|
Imagine the fright
mask that the Sofitel Hotel maid's face turned into when a black swan in the
form of an international banking poobah waddled out
of the suite's bathroom with wings rampant. Black swans appear now in the
unlikeliest places. I bet you a million Euros that Dominque
Strauss-Kahn's lawyer will say that his client was driven mad by relentless,
revolving, unresolvable thoughts of Greece, Portugal, Ireland, and Spain, and
that he mistook the hotel maid for Greek finance minister George Papaconstantinou. Wasn't it poor Karl Marx, driven mad
first by capital and then by boils, who said, "History repeats itself,
first as tragedy, then as farce."
Conveniently,
the bedroom farce is something at which the French excel. So much dignity, so
little impulse control. Not to go overboard with quotations right off top,
but cuddly ole T.S. Eliot famously informed us that "...this is the way
the world ends, not with a bang but with a whimper." I suspect the
whimper was emitted by DSK in his Harlem jail cell when he discovered that
the standard Sunday morning breakfast issued by the New York City Department
of Corrections is a baloney sandwich. Quelle horreur! A French convict serving thirty years for
tunneling into a Toulon bank gets a brioche, at least!
The
question all this raises is: can you think of any other high-up officials,
say in American finance or banking, who have tried
to jam their generative member someplace it was not exactly invited? I can
think of a few, starting with, oh, Hank Paulson. He stuck it to a couple
hundred million US taxpayers and is now scott-free
in the marshes of Maryland pursuing his beloved wild birds with the Swarovski
EL 8x32 binoculars ($1,879.00, retail w/discount) and the excellent Sibley
field guide. Only a week or so ago Senator Carl Levin's Permanent
Subcommittee on Investigations sent a bill of particulars to the US
Department of Justice outlining the spectacular misdeeds of Goldman Sachs
executives Lloyd Blankfein and Daniel Sparks, et.

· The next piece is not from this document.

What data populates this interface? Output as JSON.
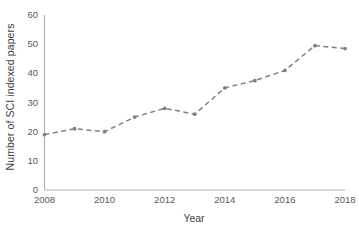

al, alleged to have performed a kind anal rape
on customers who did not have that kind of "yield" in mind when
they came through the door at 200 West Street. Sources tell me that Attorney
General Eric Holder has been using the report as a cocktail coaster.
One
poor slob, Raj Rajaratnam of the Galleon Group
hedge fund was convicted in a federal court last week for plain old insider
trading, something a child of seven could understand. With a little luck, Raj
will join Bernie Madoff's round-robin ping-pong
caucus at the federal penitentiary in Butner, NC,
and the days will seem to fly by. Apparently the scams that went down at
Goldman Sachs and lots of other so-called banks were too complex for rafts of
regulators and federal attorneys to figure out. But you never know. If DSK
was too dim to hire a nice discreet $1500-an-hour hooker prior to his
unspeakably tedious business-class flight back to Paris, then maybe Lloyd Blankfein will fly out of a broom closet in Jackson Hole
this summer dressed like Norman Bates's mother and
commence to paddle Ben Bernanke with a 10-inch chef's knife. One can only
hope.
You
can't blame regular folks for not knowing what the heck to pay attention to
these days. Most of the US public is not preoccupied with the doings of the
Greek finance ministry, the IMF, foreign bond spreads, CDS ratios, and the
spooky action in the commodities pits. Especially not with Big Muddy rising
and all those oil refineries waiting downstream like so many cypress stumps,
not to mention two nuke plants at River Bend and Waterford, Louisiana. Wouldn't that make some
hot gumbo?
While
I feel for the people fleeing their homes down there, I have a feeling that
this week's action will be set in the more abstruse precincts around European
finance. With DSK on ice in Harlem, who will coordinate the beating out of
brushfires that could burn down the European banking system? Remember, it's
not about the countries. They'll still be there. The goats will still be
grazing in wild thyme on the Greek hillsides no matter what happens in some
Frankfurt board room. The layabouts will still be
at their tables in the Lisbon café. But the Société
Générale and Commerzbank AG could go
up in a vapor faster than you can say Dominque
Strauss-Kahn. The great rattling fear that lives within European business
minds is that the whole bloody system is flat broke and any interruption to
the daisy-chain of revolving obligations will reveal the awful naked truth -
perhaps like seeing DSK fly out of the hotel bathroom with his florid organ
aloft and a wicked gleam in his eyes.
Anyway
you cut it, it can't be a good week for the Euro.
But with all currencies spiraling towards worthlessness, and even gold and
silver hemorrhaging value, what is the world of money coming to? Maybe the
stuff is obsolete. If you wait three weeks, you'll be able to walk into any
Wal-Mart and just pick up the stuff you want for free. Until it's all gone.
James
Howard Kunstler
James
Howard Kunstler’s new novel of the post-oil future, World
Made By Hand, is available at all booksellers.